Sooo, I can't run right up to the wire at any time. I did find that my tabs have a BB 2+ years hence and that by filling the script exactly when I was allowed to, I could gradually build up a surplus.
I maintain careful rotations so as not to waste even one of them, but sleep a little easier at night for knowing I could live for several months without a functioning pharmacy. After that, all bets would be off.
Friend and neighbour SuperGran was struck down suddenly by artritus a couple of years ago, ended up barely able to walk and was in a lot of pain. She's been on some different meds these past months and is much improved, but they require monitoring by a weekly blood test. She'd be a poor way without them, bless her fierce heart.

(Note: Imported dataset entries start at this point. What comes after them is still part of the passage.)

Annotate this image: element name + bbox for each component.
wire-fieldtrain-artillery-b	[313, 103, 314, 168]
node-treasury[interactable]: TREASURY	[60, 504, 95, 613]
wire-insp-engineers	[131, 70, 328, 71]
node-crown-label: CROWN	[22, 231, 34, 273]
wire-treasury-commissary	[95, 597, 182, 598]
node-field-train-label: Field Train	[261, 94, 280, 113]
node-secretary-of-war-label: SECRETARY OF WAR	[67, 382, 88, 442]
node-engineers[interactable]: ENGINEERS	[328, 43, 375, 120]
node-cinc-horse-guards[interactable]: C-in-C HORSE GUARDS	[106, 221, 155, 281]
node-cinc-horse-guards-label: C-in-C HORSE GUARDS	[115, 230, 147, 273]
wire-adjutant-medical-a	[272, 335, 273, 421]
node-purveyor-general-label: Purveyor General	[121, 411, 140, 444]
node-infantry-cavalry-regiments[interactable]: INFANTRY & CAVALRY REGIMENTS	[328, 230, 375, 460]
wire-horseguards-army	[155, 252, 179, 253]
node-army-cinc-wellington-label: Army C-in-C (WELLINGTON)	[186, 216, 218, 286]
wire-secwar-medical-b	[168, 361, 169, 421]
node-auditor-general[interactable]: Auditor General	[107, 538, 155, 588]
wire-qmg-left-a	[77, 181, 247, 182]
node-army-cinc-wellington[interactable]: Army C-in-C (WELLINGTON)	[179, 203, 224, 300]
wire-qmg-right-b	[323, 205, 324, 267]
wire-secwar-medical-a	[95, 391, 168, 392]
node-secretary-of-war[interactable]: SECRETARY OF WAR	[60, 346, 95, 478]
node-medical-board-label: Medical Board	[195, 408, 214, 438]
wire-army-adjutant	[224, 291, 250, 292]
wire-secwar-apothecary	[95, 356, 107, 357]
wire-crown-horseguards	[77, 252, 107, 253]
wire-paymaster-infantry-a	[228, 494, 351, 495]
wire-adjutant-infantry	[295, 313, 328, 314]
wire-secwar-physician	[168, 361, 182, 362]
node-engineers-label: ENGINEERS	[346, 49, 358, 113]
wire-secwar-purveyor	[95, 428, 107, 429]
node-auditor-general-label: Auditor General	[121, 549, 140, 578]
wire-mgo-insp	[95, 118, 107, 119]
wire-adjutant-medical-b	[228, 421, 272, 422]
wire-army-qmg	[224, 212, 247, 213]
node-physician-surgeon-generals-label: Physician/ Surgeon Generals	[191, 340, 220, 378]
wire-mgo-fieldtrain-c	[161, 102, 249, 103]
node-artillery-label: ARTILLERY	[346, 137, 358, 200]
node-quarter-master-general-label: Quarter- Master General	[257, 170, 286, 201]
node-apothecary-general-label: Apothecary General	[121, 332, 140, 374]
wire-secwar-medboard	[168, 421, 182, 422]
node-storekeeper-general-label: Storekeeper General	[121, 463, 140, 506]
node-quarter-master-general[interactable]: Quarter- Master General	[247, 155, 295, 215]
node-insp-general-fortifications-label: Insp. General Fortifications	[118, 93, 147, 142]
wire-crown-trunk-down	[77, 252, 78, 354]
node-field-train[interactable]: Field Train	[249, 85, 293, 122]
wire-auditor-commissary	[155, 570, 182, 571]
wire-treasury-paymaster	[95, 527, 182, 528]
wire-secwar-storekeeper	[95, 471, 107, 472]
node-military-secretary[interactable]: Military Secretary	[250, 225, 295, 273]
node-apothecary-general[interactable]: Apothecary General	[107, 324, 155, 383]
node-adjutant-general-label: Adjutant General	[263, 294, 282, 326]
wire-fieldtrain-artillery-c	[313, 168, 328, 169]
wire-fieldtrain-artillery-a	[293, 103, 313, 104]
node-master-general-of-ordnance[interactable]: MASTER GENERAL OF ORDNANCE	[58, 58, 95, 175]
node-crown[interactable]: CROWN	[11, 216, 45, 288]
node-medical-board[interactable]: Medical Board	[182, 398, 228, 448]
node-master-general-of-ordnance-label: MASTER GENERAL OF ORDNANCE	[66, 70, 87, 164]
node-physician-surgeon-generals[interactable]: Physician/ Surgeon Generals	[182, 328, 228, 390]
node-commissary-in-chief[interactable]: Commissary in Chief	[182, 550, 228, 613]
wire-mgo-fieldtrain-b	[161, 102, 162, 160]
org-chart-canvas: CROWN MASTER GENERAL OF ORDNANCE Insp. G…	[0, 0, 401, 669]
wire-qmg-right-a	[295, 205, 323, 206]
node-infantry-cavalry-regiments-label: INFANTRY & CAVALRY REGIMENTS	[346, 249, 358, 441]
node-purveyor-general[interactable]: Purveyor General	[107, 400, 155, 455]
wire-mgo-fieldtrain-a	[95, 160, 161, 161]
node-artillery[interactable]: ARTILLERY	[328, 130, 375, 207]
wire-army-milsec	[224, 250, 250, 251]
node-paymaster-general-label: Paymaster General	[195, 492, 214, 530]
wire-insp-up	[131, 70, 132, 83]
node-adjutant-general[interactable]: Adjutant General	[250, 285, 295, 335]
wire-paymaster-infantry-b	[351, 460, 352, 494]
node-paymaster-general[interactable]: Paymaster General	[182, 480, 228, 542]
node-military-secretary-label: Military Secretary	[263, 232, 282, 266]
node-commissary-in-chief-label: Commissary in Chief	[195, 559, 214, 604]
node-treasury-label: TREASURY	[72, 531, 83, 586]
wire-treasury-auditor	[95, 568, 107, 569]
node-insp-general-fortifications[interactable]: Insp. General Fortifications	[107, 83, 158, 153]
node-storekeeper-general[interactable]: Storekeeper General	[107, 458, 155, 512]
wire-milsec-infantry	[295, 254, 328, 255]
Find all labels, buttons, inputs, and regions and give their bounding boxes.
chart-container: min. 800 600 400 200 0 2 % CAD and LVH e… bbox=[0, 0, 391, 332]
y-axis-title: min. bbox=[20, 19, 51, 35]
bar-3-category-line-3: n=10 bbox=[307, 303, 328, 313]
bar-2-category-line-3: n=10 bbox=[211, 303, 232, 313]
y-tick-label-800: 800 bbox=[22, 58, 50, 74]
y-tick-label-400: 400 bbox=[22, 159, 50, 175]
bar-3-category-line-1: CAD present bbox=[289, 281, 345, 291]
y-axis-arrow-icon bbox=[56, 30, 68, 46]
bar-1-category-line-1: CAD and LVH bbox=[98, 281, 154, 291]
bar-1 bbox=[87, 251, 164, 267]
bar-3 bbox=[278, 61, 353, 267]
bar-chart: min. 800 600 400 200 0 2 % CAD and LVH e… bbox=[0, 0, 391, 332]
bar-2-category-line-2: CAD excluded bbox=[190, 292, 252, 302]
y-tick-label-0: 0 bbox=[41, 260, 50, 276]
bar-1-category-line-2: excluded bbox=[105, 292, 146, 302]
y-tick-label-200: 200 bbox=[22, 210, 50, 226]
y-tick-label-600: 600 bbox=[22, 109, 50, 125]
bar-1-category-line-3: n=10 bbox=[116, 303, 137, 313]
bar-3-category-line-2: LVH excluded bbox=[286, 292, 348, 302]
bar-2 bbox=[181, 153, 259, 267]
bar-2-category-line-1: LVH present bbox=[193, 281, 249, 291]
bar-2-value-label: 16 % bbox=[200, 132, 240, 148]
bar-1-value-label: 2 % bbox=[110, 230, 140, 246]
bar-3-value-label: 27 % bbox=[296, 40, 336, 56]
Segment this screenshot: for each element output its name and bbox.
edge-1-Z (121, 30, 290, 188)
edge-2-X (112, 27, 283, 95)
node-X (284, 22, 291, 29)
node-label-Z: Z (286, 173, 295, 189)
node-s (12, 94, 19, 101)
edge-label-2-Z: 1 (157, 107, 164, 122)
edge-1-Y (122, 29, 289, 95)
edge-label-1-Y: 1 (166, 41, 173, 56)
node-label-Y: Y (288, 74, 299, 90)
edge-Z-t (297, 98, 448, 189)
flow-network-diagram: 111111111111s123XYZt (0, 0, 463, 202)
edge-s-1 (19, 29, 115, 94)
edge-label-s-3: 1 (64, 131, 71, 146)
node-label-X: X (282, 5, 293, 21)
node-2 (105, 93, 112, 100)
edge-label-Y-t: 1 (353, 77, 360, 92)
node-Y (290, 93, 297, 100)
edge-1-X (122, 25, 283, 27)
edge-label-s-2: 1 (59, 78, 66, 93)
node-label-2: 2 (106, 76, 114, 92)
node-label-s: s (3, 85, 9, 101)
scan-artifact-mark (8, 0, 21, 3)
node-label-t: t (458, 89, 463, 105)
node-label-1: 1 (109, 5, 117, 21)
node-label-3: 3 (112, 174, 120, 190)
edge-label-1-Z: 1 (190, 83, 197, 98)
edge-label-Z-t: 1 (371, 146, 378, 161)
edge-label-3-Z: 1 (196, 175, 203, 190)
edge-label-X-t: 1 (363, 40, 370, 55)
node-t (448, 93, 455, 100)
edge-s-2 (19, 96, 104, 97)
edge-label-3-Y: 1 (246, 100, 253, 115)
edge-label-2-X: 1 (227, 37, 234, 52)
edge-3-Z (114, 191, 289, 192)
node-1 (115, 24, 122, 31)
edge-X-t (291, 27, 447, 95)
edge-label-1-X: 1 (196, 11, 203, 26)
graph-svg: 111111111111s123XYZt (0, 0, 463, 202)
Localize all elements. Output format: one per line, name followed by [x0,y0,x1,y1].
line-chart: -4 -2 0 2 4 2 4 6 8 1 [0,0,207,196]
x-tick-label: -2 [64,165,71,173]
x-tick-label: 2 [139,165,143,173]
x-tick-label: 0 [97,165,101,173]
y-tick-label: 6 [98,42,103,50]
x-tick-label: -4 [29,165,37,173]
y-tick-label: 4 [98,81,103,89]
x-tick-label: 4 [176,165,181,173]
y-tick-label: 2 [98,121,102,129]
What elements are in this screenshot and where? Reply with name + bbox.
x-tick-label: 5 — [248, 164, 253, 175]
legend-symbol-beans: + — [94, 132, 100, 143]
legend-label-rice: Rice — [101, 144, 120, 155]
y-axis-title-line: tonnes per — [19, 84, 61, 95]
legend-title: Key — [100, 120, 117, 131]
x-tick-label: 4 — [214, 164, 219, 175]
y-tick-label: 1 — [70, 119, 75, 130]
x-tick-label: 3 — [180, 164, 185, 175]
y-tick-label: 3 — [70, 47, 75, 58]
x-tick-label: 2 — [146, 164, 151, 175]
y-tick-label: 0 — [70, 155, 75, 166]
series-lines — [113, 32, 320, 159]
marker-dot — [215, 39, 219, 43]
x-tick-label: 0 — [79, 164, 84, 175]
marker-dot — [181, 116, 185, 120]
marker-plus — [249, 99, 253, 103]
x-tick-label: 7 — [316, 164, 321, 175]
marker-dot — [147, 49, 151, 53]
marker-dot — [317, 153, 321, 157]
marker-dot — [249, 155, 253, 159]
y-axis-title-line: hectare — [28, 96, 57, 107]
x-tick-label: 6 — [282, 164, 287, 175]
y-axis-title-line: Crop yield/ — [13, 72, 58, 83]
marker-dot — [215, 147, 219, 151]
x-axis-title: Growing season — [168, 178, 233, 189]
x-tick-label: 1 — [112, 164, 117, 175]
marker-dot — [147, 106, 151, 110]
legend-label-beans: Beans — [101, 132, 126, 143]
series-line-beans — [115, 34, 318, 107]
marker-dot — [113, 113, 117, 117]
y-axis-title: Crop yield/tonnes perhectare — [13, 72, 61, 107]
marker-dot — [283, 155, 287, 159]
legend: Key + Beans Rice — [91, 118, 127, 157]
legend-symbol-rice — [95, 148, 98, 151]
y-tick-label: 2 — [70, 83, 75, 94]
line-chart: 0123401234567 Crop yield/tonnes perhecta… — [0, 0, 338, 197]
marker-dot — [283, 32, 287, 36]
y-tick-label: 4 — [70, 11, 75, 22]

Meds aren't an unalloyed blessing but they have made many lives more comfortable than agonising, and sustained productive and happy lives where death would have been the certain outcome. For reasons not even a world-famous teaching hospital has managed to unravel, my body is critically malfunctioning. A condition so rare it has a sentence of discription rather than a name. I asked my specialist how many people in the UK had the same thing, thinking to hear something on the line of a number per 100,000 or million. What I got was a I've read a case study but I've never seen anyone with it before.
Actually, I think it should be called the Ooooo, that's interesting! Disorder as that's the usual reaction from nurses and doctors who see my medical notes. I do feel that I let the side down a bit when they raise their heads to look at me and I look perfectly normal and healthy.:pEvery increased possession loads us with a new weariness.
John Ruskin
Veni, vidi, eradici
(I came, I saw, I kondo'd)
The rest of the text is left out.